TRUDY
[End Page 1738] Pre-1941: Trudy, village, Polotsk raion, Vitebsk oblast’, Belorussian SSR; 1941–1944: Rayon Polozk, Rear Area, Army Group Center (rückwärtiges Heeresgebiet Mitte); post-1991: Polatsk raen, Vitsebsk voblasts’, Republic of Belarus
Trudy is located about 40 kilometers (25 miles) east-northeast of Polotsk. In 1926, the Jewish population was 126 (out of a total of 1,463).
Nine Jewish families were living in the village prior to the war; and in the summer and fall of 1941, 46 refugees, most probably all of them Jewish, arrived in Trudy from Polotsk. The Germans occupied the village in July. The village was run by a German military commandant’s office (Ortskommandantur), which introduced forced labor for the Jews but did not provide them with any food. The military commandant recruited a local police force (Ordnungsdienst) made up of volunteers recruited from the local population. Yuhan Ivanovich Leiburg (an Estonian) became the head of the police in Trudy, and his deputy was Stepan Lopukhov. The local police took an active part in the persecution and murder of the Jews.
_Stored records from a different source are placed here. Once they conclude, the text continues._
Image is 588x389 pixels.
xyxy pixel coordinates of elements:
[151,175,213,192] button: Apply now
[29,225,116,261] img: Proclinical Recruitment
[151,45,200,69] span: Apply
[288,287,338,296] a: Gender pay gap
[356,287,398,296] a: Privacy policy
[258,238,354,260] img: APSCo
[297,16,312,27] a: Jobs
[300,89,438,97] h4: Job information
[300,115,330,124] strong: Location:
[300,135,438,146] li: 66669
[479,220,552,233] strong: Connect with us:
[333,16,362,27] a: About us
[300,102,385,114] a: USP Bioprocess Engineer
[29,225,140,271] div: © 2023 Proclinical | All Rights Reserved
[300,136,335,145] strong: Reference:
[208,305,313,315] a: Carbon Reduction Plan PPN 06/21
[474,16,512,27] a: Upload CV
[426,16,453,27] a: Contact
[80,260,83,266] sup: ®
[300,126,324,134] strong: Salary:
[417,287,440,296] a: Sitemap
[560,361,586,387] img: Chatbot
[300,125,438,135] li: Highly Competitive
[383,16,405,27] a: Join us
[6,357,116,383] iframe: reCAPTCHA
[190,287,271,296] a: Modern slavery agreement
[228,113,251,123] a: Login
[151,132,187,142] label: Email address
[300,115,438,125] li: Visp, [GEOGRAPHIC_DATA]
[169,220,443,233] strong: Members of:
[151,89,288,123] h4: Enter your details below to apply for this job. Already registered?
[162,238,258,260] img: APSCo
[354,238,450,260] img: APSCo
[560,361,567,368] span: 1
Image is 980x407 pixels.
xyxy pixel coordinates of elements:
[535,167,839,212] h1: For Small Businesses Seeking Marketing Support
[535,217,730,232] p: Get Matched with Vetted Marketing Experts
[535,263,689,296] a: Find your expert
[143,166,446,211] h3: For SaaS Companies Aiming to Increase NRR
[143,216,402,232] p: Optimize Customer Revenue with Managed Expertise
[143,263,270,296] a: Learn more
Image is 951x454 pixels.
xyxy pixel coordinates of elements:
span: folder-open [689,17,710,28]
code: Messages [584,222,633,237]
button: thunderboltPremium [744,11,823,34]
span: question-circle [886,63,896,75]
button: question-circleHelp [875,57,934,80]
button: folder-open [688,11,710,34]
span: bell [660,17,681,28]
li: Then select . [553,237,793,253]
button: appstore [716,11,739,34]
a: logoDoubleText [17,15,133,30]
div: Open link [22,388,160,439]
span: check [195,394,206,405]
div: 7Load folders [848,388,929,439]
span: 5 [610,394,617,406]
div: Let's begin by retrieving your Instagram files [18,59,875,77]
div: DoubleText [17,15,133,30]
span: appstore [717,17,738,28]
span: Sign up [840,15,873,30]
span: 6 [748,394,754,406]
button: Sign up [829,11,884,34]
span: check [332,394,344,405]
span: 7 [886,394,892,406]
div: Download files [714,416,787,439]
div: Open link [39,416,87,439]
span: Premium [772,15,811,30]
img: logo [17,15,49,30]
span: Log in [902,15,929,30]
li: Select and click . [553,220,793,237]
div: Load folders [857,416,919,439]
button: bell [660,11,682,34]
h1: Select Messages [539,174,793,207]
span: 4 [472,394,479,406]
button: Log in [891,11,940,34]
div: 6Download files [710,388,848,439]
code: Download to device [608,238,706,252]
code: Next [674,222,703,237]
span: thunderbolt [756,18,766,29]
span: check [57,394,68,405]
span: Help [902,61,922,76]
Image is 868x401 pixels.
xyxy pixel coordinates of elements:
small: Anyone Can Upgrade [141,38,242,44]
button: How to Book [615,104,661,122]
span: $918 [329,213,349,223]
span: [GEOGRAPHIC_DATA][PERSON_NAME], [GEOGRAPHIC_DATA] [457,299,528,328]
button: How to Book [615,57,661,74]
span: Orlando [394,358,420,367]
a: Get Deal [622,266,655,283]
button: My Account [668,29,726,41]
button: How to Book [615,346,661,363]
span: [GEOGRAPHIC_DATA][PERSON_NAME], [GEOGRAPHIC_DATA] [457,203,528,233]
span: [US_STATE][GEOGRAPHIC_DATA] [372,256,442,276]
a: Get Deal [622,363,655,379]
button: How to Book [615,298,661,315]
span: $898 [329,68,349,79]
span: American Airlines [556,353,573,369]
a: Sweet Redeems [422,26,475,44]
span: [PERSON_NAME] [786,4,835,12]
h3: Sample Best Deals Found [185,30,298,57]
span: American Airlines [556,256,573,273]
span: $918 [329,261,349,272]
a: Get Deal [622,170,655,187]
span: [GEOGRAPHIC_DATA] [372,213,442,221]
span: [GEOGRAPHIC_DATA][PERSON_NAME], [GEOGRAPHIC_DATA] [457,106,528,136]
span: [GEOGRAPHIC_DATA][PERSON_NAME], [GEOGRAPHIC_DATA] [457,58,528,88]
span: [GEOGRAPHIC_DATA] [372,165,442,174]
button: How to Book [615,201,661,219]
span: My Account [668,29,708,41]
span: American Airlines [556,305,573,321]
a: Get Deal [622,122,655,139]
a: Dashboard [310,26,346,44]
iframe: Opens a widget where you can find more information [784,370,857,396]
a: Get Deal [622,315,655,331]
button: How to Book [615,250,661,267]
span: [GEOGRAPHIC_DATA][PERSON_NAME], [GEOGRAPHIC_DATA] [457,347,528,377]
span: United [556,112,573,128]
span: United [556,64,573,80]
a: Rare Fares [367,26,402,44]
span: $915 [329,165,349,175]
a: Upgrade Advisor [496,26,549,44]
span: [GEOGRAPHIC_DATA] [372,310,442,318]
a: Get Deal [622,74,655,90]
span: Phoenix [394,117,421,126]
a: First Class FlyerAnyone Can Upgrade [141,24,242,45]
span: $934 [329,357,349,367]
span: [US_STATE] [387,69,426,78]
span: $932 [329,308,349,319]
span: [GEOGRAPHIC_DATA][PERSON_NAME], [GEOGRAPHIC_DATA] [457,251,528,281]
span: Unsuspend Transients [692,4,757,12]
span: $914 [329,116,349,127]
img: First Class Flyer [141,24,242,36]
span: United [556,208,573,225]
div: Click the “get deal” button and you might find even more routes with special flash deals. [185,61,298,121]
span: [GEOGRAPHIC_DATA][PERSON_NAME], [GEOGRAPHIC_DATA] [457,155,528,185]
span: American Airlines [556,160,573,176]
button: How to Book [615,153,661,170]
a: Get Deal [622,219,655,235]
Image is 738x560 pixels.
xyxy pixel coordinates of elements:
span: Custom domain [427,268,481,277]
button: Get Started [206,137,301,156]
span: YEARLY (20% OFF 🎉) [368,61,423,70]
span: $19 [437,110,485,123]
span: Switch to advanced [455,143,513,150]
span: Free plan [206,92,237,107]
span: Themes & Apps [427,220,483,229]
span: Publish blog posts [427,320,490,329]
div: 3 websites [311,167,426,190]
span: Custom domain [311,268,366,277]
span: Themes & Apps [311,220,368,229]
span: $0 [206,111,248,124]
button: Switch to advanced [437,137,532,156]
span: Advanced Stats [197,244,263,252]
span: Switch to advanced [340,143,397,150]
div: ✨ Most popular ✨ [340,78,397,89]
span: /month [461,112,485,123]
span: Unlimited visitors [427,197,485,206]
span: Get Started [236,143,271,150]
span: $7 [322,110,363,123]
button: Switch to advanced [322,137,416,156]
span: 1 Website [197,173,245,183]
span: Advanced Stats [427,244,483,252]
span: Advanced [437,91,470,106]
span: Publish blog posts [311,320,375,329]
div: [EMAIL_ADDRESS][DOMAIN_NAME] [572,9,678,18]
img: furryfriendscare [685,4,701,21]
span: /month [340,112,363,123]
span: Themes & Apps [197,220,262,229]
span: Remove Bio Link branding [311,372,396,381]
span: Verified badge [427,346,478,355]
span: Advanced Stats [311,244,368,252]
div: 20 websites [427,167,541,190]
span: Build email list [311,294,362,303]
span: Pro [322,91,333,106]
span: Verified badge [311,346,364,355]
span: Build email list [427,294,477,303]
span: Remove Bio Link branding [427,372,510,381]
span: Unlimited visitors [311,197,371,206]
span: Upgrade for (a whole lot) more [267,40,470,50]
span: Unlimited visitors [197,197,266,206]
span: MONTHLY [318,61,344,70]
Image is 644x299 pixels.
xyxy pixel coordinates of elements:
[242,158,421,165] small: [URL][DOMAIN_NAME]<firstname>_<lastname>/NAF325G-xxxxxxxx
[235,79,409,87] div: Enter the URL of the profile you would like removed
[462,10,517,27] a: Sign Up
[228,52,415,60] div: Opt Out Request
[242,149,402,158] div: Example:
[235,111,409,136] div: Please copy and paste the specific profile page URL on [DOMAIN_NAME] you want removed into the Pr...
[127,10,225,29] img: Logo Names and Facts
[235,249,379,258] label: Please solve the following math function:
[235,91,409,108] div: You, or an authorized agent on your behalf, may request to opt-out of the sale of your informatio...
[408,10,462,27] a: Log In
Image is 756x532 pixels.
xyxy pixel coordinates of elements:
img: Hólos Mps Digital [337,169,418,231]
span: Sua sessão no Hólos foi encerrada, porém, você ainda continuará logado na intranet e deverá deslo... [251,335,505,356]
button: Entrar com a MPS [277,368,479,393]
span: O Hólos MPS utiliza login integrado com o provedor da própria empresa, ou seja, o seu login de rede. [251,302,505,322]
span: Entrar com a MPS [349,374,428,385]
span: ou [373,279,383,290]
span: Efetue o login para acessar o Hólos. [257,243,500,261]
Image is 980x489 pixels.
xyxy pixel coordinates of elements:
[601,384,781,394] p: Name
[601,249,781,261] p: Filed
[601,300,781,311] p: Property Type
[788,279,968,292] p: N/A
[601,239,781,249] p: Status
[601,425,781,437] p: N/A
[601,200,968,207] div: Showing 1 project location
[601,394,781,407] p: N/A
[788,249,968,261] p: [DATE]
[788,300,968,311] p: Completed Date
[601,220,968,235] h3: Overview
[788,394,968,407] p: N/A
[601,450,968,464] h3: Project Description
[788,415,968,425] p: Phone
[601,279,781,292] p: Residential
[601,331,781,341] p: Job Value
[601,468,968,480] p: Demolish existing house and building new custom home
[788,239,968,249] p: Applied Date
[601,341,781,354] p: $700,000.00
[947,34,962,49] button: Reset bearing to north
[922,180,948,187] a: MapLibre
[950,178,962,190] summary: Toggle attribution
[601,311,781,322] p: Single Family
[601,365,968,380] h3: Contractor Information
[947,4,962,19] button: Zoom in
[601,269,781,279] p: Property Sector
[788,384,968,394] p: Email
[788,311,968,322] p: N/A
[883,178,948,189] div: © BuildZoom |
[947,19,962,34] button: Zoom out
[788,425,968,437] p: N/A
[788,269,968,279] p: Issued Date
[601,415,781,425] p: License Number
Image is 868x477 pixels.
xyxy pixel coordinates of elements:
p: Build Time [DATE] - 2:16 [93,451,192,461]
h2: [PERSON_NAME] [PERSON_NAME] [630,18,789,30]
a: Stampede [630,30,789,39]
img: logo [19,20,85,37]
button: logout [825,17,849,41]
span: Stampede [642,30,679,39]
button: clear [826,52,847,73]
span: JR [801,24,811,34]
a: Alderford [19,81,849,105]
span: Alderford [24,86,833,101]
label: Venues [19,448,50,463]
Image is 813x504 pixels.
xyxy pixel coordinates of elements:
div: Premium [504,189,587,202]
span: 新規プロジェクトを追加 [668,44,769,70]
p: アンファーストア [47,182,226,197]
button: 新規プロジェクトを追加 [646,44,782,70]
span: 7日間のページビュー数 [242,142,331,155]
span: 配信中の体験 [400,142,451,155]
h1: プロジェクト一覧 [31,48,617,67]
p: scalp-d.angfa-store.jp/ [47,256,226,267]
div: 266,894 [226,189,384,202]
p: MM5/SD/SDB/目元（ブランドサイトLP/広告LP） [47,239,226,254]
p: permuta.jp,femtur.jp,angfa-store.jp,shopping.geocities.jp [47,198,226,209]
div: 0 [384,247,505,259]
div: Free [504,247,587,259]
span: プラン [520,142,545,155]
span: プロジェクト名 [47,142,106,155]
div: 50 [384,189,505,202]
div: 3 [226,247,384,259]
In November 1941, the Germans established a kind of ghetto in three houses.1 A non-Jewish witness Z. states that in November the mayor of the local volostnaia uprava (village authority), Kirill Kosoryga, and two leaders of the local police, Leiburg and Lopukhov, came to his house and demanded that he abandon it because Jews were to be settled there; 17 Jews were moved into Z.’s house. The witnesses interviewed by the Soviet Extraordinary State Commission (ChGK) state that on February 4, 1942, the Germans (according to some accounts, local Kommandant Ernst Schuldes) assembled all the Jews in one house and demanded that they surrender all their valuables, promising that in return they would receive food—according to some accounts, that they would also be set free. The Jews gave up the valuables they had and received some bread from the Germans, but on February 6 they were assembled in this house again. A punitive squad, most probably not German but either local or manned by some other collaborators, arrived from Polotsk in the night, and its members got drunk in Trudy. The next morning they brought the Jews to the Riabinovka Forest, 700 meters (766 yards) south of the village of Zheltsy, and shot 76 Jews. Four non-Jews were murdered at the same time. The shooting Aktion lasted two or three hours, because the men of the squad were armed only with rifles. According to the witnesses, the perpetrators killed small children by hitting them with rifle butts or tossed them up and tried to hit them while in the air. In the evening of that day, the Germans sent local peasants to bury the bodies.2
In December 1943, the local Investigation Commission exhumed 60 corpses (of 80 buried) from the pit in the Riabinovka Forest, including the bodies of 19 children, 27 women, and 14 men.
SOURCES
The existence of an informal ghetto in Trudy is mentioned in Vladimir Adamushko et al., eds., Spravochnik o mestakh prinuditel’nogo soderzhaniia grazhdanskogo naseleniia na okkupirovannoi territorii BSSR 1941–1944 gg. (Minsk: State Committee for Archives and Documentary Collections of the Republic of Belarus, 2001), p. 101; and in Shmuel Spector and Geoffrey Wigoder, eds., The Encyclopedia of Jewish Life before and during the Holocaust (Jerusalem: Yad Vashem; New York: New York University Press, 2001), p. 1336.
The documents of the ChGK for the Polotsk raion can be found in GARF (7021-92-221).